Ricky Jay’s tastes for learning had no boundaries, as seen with this late 19th-century Japanese woodblock broadside featuring a variety of performers. Ten panels on the printed 14¼" x 18¾" paper advertise varied skills, including balance and equestrian stunts. Estimated at $500/700, the lot brought $2400.
Estimated at $5000/10,000, the 30¾" x 40" horizontal one-sheet 1897 stone lithograph promoting “All White Performers” sold for $3120. Considering the active market for black memorabilia, we wondered why the result was so low. After all, all performers in the act were promoted as “spinning no less than 16 tambourines at one time”! It may be that no matter how enticing the act was, bidders did not respond to white performers in blackface.

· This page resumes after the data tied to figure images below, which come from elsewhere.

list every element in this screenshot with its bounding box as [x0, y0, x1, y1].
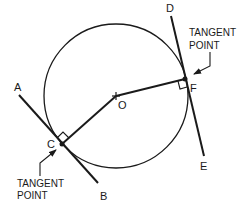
label-b: B [100, 190, 107, 202]
tangent-line-ab [19, 95, 98, 183]
callout-lower-line1: TANGENT [17, 178, 64, 189]
tangent-diagram: A B C D E F O TANGENT POINT TANGENT POIN… [0, 0, 251, 211]
callout-lower-line2: POINT [17, 190, 48, 201]
callout-upper-line1: TANGENT [189, 27, 236, 38]
label-f: F [190, 82, 197, 94]
label-e: E [200, 160, 207, 172]
callout-leader-lower [40, 150, 56, 176]
label-a: A [14, 81, 22, 93]
label-o: O [118, 99, 127, 111]
tangent-point-f [183, 77, 188, 82]
callout-leader-upper [194, 52, 210, 74]
radius-oc [62, 96, 116, 144]
right-angle-marker-c [57, 132, 69, 138]
tangent-point-c [60, 142, 65, 147]
radius-of [116, 79, 185, 96]
callout-upper-line2: POINT [189, 40, 220, 51]
label-c: C [47, 138, 55, 150]
label-d: D [166, 2, 174, 14]
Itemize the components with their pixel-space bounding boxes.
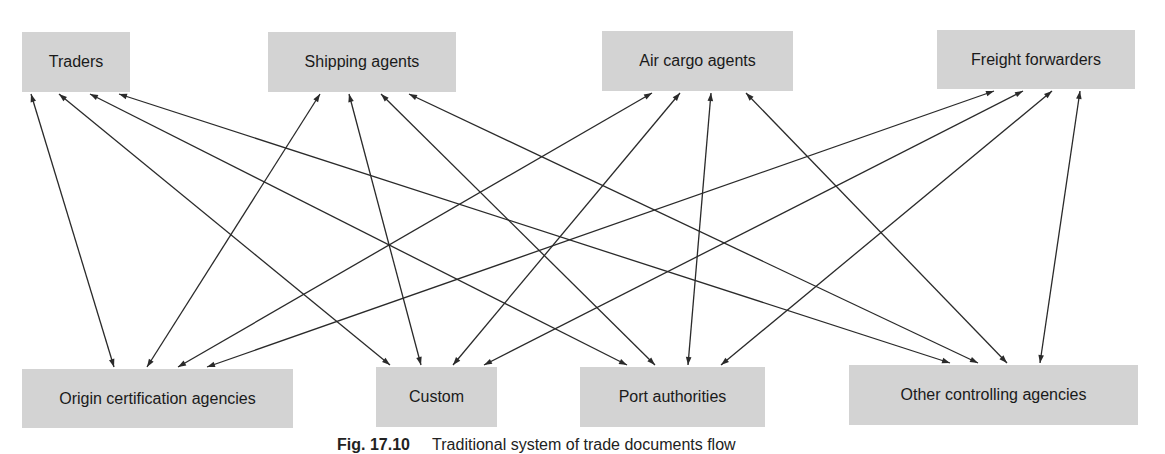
figure-caption-text: Traditional system of trade documents fl… — [432, 436, 736, 453]
arrow-aircargo-other — [746, 93, 1007, 363]
arrow-shipping-other — [409, 94, 978, 363]
node-origin: Origin certification agencies — [22, 369, 293, 428]
node-freight: Freight forwarders — [937, 30, 1135, 89]
node-port: Port authorities — [580, 367, 765, 427]
node-label: Custom — [409, 388, 464, 406]
arrow-freight-other — [1040, 91, 1080, 363]
node-label: Origin certification agencies — [59, 390, 256, 408]
arrow-freight-port — [721, 91, 1052, 365]
node-other: Other controlling agencies — [849, 365, 1138, 425]
figure-label: Fig. 17.10 — [337, 436, 410, 453]
node-traders: Traders — [22, 32, 130, 92]
node-label: Air cargo agents — [639, 52, 756, 70]
node-label: Shipping agents — [305, 53, 420, 71]
arrow-traders-custom — [59, 94, 390, 365]
node-aircargo: Air cargo agents — [602, 31, 793, 91]
arrow-traders-origin — [31, 94, 114, 367]
node-custom: Custom — [376, 367, 497, 427]
node-label: Port authorities — [619, 388, 727, 406]
arrow-shipping-origin — [147, 94, 320, 367]
arrow-aircargo-custom — [453, 93, 680, 365]
arrow-aircargo-port — [688, 93, 711, 365]
arrow-traders-port — [90, 94, 627, 365]
arrow-shipping-port — [381, 94, 655, 365]
figure-caption: Fig. 17.10 Traditional system of trade d… — [337, 436, 736, 454]
arrow-freight-origin — [207, 91, 994, 367]
arrow-freight-custom — [484, 91, 1023, 365]
node-label: Traders — [49, 53, 104, 71]
arrow-traders-other — [119, 94, 950, 363]
arrow-aircargo-origin — [178, 93, 652, 367]
node-label: Other controlling agencies — [901, 386, 1087, 404]
node-shipping: Shipping agents — [268, 32, 456, 92]
node-label: Freight forwarders — [971, 51, 1101, 69]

A Parisian magic set from the 1880s with its original manual and publications on conjuring brought $1920 (est. $400/800). Ten bids hammered home the box, with contents that included a set of miniature tin cups, a nail through the finger trick with its original box labeled “Le Clou du Diable” (the devil’s nail), a forcing pack, and two die through the hat tricks, plus a bill in lemon knife, a quantity of wire puzzles, and more. The catalog description notes that the set is “Likely a marriage of parts.”
The circa 1810s document box covered with leather, brass studs, and animal fur, 7½" x 12½" x 7¼", lined with scraps of broadsides relating to the Canadian ventriloquist and magician John Rannie, was estimated at $500/700 and zoomed to $6000. Details are in the article.